The Players Era Festival is expanding to 24 teams across two separate eight-team brackets for its third November iteration, with increased NIL prize money distributed to participating programs and broadcast rights moving from Turner to ESPN.
The tournament, which debuted in 2023 with eight teams and expanded to 16 last year, will now operate two concurrent bracketed events during the pre-Thanksgiving window. Each team receives guaranteed NIL funding for its players simply for participating, with additional prize money awarded based on finish. The exact purse increase has not been disclosed, but organizers confirmed amounts will rise from 2024 levels, when participating teams received base compensation in the mid-six-figure range. ESPN will carry all games across its linear and streaming platforms, replacing Turner Sports, which aired the 2024 event.
The format change matters because it tests whether the NIL-tournament model can scale past showcase dimensions into something resembling a legitimate early-season structure. Most November events seat eight teams, play three games, and dissolve. Doubling to 24 requires logistical coordination that approaches conference tournament complexity—venue rental, broadcast windows, team travel—while maintaining the NIL funding that justifies coach participation. The dual-bracket structure allows organizers to separate blue-blood programs from development-tier teams, reducing blowout risk and keeping ESPN's primetime windows competitive. It also creates 12 total games per day across two sites, which means ESPN can program a full day of college basketball content in late November without needing conference cooperation.
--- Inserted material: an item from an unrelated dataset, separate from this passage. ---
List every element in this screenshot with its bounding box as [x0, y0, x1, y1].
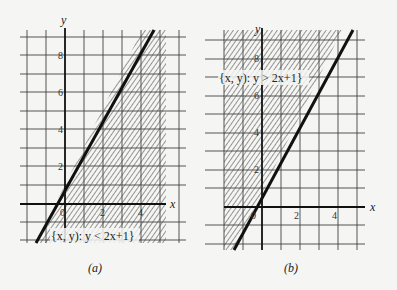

The ESPN migration signals the network's willingness to program around third-party NIL funding in a way Turner was not. Turner's contract was a one-year arrangement; ESPN is committing multi-year carriage with promotional muscle behind it. That matters for coaches deciding whether to skip legacy November events—Maui Invitational, Battle 4 Atlantis—in favor of Players Era payouts. If ESPN promotes the event at the same level it promotes Champions Classic or the ACC/Big Ten Challenge, the recruiting and exposure value starts to rival the NIL cash.
The money itself flows from private equity and athlete-marketing investors who view NIL tournaments as proof-of-concept for professionalizing Olympic-sport athletes before the draft. Players Era is backed by a consortium that includes EverWonder Studio and RedBird Capital, entities with overlapping interests in athlete IP and content production. The model works only if broadcast rights fees eventually cover NIL payouts, which requires viewership. ESPN's involvement suggests the network sees enough early traction to bet on year three.
What to watch: roster announcements for the 24-team field begin in late May, with blue-chip programs expected to commit by early June. ESPN will schedule its primetime windows in July. Coaches at programs that traditionally attend Maui or Atlantis will decide by August whether to break legacy event contracts in favor of Players Era payouts. The 2025 event runs November 25-30, directly opposite Maui's traditional Thanksgiving week slot.
The bracket split creates a natural promotion-relegation structure if organizers choose to formalize it in year four, which would turn a November exhibition into something resembling a year-round amateur league with televised stakes.